Since the genes which cause blindness in the fish differ with population, different kinds of blindness must be a fairly probable event in the species…

It’s either that, or the darkness somehow caused blindness.
Do you think that happened?
@Bill_II : if there are no blind fish in the surface, that would be a problem for evolution. Did something happen in the cave that somehow promoted the random mutations that cause blindness?

As to interbreeding with sighted fish, it happens in these caves to varying degrees.there is even a cave which had only blond fish and then developed hybrids over years of observation.
These fish also have an inborn behaviour of swimming towards light (the ones that see).
So it’s reasonable to speculate that all the sighted fish left… after all if monkeys can cross the Atlantic on rafts…
Why not.

Then why argue that life and reproduction makes a difference.
That’s not at all coherent.

Do a simple survey comparing how many atheists will point to Darwinian evolution as one of the factors that convinced them.
Why do you think evolution out of all the sciences you mentioned is the crown jewel of the apologetics of atheists like Dawkins?
Physics, chemistry etc define laws and do not try to explain factors related to teleology. For example, the theory of gravity does not explain why gravitational constant is what it is…
However, evolution disguises the need for teleology in life through the circular logic of natural selection.
If a personal agency was not required to design/bring life into being; then such a being is redundant as an explanation for reality.
And that’s precisely what evolution is trying to prove… That life can be explained without God.(i.e God is redundant as an explanation for life).
This is something everyone other than the good folks at biologos seem to be able to grasp.

Hi Ashwin,

You haven’t been reading many popular astrophysics titles, I see. Do the names Lawrence Krauss, Stephen Hawking, and Victor Stenger mean anything to you? .
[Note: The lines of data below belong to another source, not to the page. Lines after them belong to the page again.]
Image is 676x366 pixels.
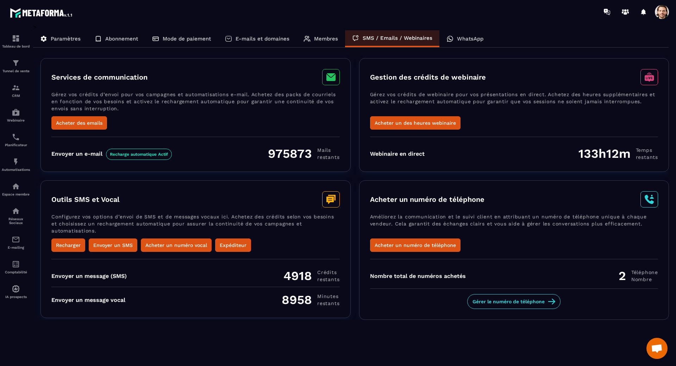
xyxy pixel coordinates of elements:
p: Comptabilité [2,270,30,274]
span: Téléphone [631,269,658,276]
img: social-network [12,207,20,215]
p: Webinaire [2,118,30,122]
span: Temps [636,146,658,153]
span: restants [317,276,339,283]
span: Mails [317,146,339,153]
span: Crédits [317,269,339,276]
button: Acheter un des heures webinaire [370,116,460,130]
div: Envoyer un message vocal [51,296,125,303]
p: Gérez vos crédits d’envoi pour vos campagnes et automatisations e-mail. Achetez des packs de cour... [51,91,340,116]
h3: Gestion des crédits de webinaire [370,73,486,81]
div: 8958 [282,292,339,307]
img: scheduler [12,133,20,141]
img: email [12,235,20,244]
button: Acheter un numéro vocal [141,238,212,252]
span: restants [317,299,339,307]
p: SMS / Emails / Webinaires [362,35,432,41]
span: restants [317,153,339,160]
div: 975873 [268,146,339,161]
div: 133h12m [578,146,658,161]
a: automationsautomationsEspace membre [2,177,30,201]
p: IA prospects [2,295,30,298]
p: Mode de paiement [163,36,211,42]
img: formation [12,59,20,67]
span: Nombre [631,276,658,283]
div: Webinaire en direct [370,150,424,157]
a: accountantaccountantComptabilité [2,254,30,279]
a: social-networksocial-networkRéseaux Sociaux [2,201,30,230]
img: formation [12,34,20,43]
h3: Outils SMS et Vocal [51,195,119,203]
div: 4918 [283,268,339,283]
p: E-mailing [2,245,30,249]
img: logo [10,6,73,19]
p: Réseaux Sociaux [2,217,30,225]
p: Paramètres [51,36,81,42]
a: formationformationCRM [2,78,30,103]
div: > [33,24,669,320]
img: automations [12,182,20,190]
button: Expéditeur [215,238,251,252]
span: restants [636,153,658,160]
p: Gérez vos crédits de webinaire pour vos présentations en direct. Achetez des heures supplémentair... [370,91,658,116]
div: Envoyer un message (SMS) [51,272,127,279]
p: Tableau de bord [2,44,30,48]
p: CRM [2,94,30,97]
a: schedulerschedulerPlanificateur [2,127,30,152]
img: automations [12,157,20,166]
p: Tunnel de vente [2,69,30,73]
p: Améliorez la communication et le suivi client en attribuant un numéro de téléphone unique à chaqu... [370,213,658,238]
p: E-mails et domaines [235,36,289,42]
button: Acheter un numéro de téléphone [370,238,460,252]
a: automationsautomationsAutomatisations [2,152,30,177]
button: Gérer le numéro de téléphone [467,294,560,309]
h3: Services de communication [51,73,147,81]
p: WhatsApp [457,36,483,42]
span: Gérer le numéro de téléphone [472,298,544,305]
p: Automatisations [2,168,30,171]
span: Recharge automatique Actif [106,149,172,160]
h3: Acheter un numéro de téléphone [370,195,484,203]
p: Configurez vos options d’envoi de SMS et de messages vocaux ici. Achetez des crédits selon vos be... [51,213,340,238]
span: minutes [317,292,339,299]
a: emailemailE-mailing [2,230,30,254]
button: Acheter des emails [51,116,107,130]
p: Membres [314,36,338,42]
img: formation [12,83,20,92]
div: 2 [618,268,658,283]
button: Envoyer un SMS [89,238,137,252]
img: accountant [12,260,20,268]
button: Recharger [51,238,85,252]
p: Espace membre [2,192,30,196]
img: automations [12,108,20,116]
p: Abonnement [105,36,138,42]
div: Envoyer un e-mail [51,150,172,157]
a: automationsautomationsWebinaire [2,103,30,127]
a: formationformationTunnel de vente [2,53,30,78]
a: formationformationTableau de bord [2,29,30,53]
img: automations [12,284,20,293]
p: Planificateur [2,143,30,147]
a: Open chat [646,337,667,359]
div: Nombre total de numéros achetés [370,272,466,279]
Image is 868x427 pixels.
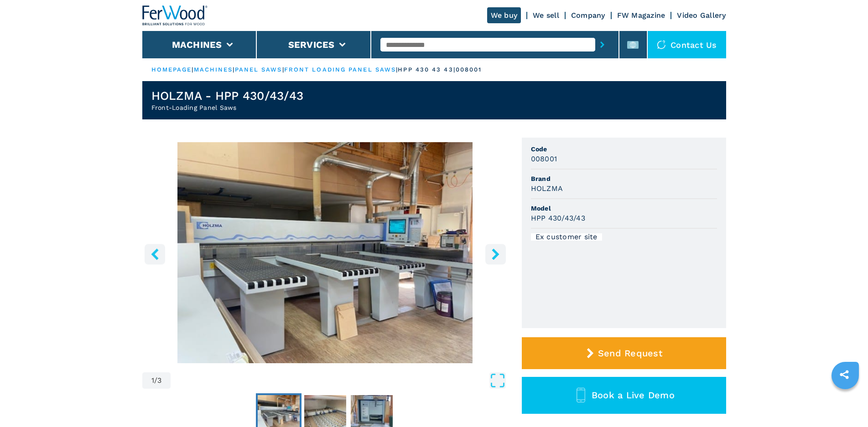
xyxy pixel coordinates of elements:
[531,204,717,213] span: Model
[656,40,666,49] img: Contact us
[192,66,194,73] span: |
[235,66,282,73] a: panel saws
[571,11,605,20] a: Company
[597,347,662,359] span: Send Request
[151,102,304,112] h2: Front-Loading Panel Saws
[142,142,508,363] div: Go to Slide 1
[151,66,192,73] a: HOMEPAGE
[158,377,161,384] span: 3
[173,372,505,388] button: Open Fullscreen
[531,233,602,240] div: Ex customer site
[396,66,398,73] span: |
[398,65,455,74] p: hpp 430 43 43 |
[456,65,481,74] p: 008001
[648,31,726,58] div: Contact us
[142,142,508,363] img: Front-Loading Panel Saws HOLZMA HPP 430/43/43
[531,154,557,164] h3: 008001
[144,244,165,264] button: left-button
[531,174,717,183] span: Brand
[616,11,665,20] a: FW Magazine
[282,66,284,73] span: |
[485,244,505,264] button: right-button
[521,337,726,369] button: Send Request
[487,8,521,23] a: We buy
[592,389,674,400] span: Book a Live Demo
[151,88,304,102] h1: HOLZMA - HPP 430/43/43
[288,39,334,50] button: Services
[154,377,158,384] span: /
[151,377,154,384] span: 1
[594,34,609,55] button: submit-button
[521,377,726,414] button: Book a Live Demo
[142,6,208,26] img: Ferwood
[833,363,856,386] a: sharethis
[172,39,222,50] button: Machines
[531,144,717,154] span: Code
[829,386,860,420] iframe: Chat
[233,66,235,73] span: |
[194,66,233,73] a: machines
[676,11,726,20] a: Video Gallery
[531,183,563,194] h3: HOLZMA
[284,66,396,73] a: front loading panel saws
[531,213,585,223] h3: HPP 430/43/43
[533,11,559,20] a: We sell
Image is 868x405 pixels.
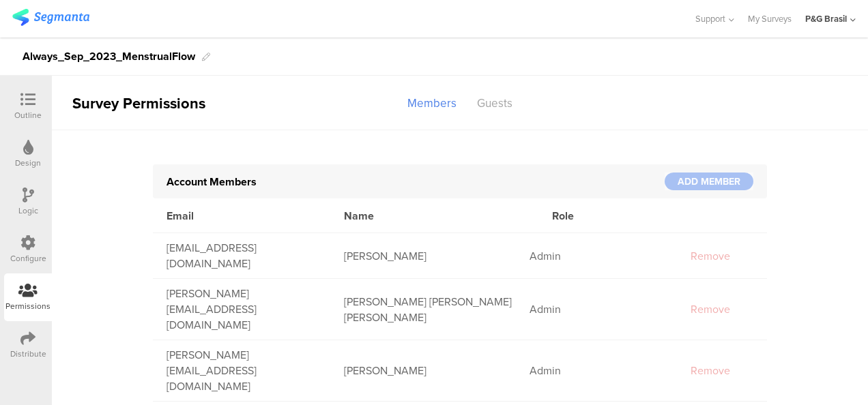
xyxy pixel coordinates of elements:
div: Guests [467,91,523,116]
div: Admin [516,363,677,379]
div: sousamarques.g@pg.com [153,240,330,272]
div: raymundo.a@pg.com [153,286,330,333]
div: P&G Brasil [805,12,847,25]
div: Configure [10,253,47,265]
div: Design [15,157,41,169]
div: Outline [14,109,42,121]
div: Name [330,208,539,224]
div: Admin [516,301,677,317]
div: Role [539,208,699,224]
div: Always_Sep_2023_MenstrualFlow [22,46,195,67]
div: [PERSON_NAME] [PERSON_NAME] [PERSON_NAME] [330,294,516,326]
span: Support [695,12,726,25]
div: Distribute [10,348,47,360]
div: Survey Permissions [52,92,209,115]
div: [PERSON_NAME] [330,248,516,264]
div: kupczak.k@pg.com [153,347,330,395]
div: Members [398,91,467,116]
div: [PERSON_NAME] [330,363,516,379]
div: Logic [19,204,38,217]
div: Email [153,208,330,224]
img: segmanta logo [12,9,90,26]
div: Permissions [6,300,50,313]
div: Account Members [166,175,665,189]
div: Admin [516,248,677,264]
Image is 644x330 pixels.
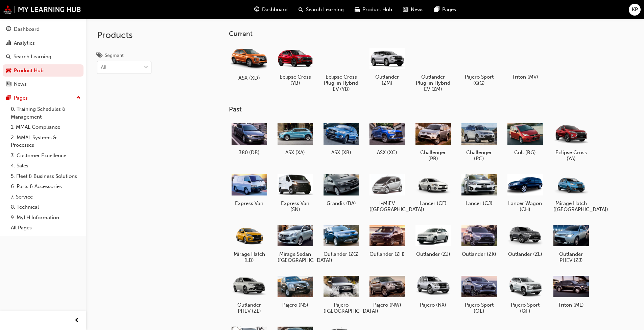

Neither does biology. Natural selection is a decidedly non-random factor. This has been pointed out to you several times:

Admittedly, the notion that randomness is not ontological is not easily grasped. Many scientists and philosophers (e.g., Krauss, Hawking, and Stenger) do think it is ontological. But why would you agree with Krauss, Hawking, and Stenger? Why not, instead, carefully consider what your fellow Christians on this forum are saying to you?

For your edification, I would like to recommend some more in-depth articles on the topic of “randomness” and teleology from the Biologos site:

Research (cited dozens of posts ago) shows that
(1) the blind hypogean populations have mutations in multiple regulatory genes;
(2) the specific mutations differ between the hypogean populations;
(3) the epigean populations do not have the alleles linked to blindness;
(4) there are hypogean populations that are not blind.

Absent empirical evidence to the contrary, then, all this evidence argues against the assumption that the blindness rate is more than infinitesimal in epigean populations.

I invite any biologists reading this thread to correct any flaws in my reasoning.

What’s incoherent is the notion that the forces in engineering and in linguistics are similar.

In fact, the forces in linguistics are much more similar to those in biology than to those in engineering. That’s why nested hierarchies have appeared in both the domain of biology and in the domain of linguistics.

For the life of me, I cannot fathom why you leaped to the conclusion that this reasoning is incoherent.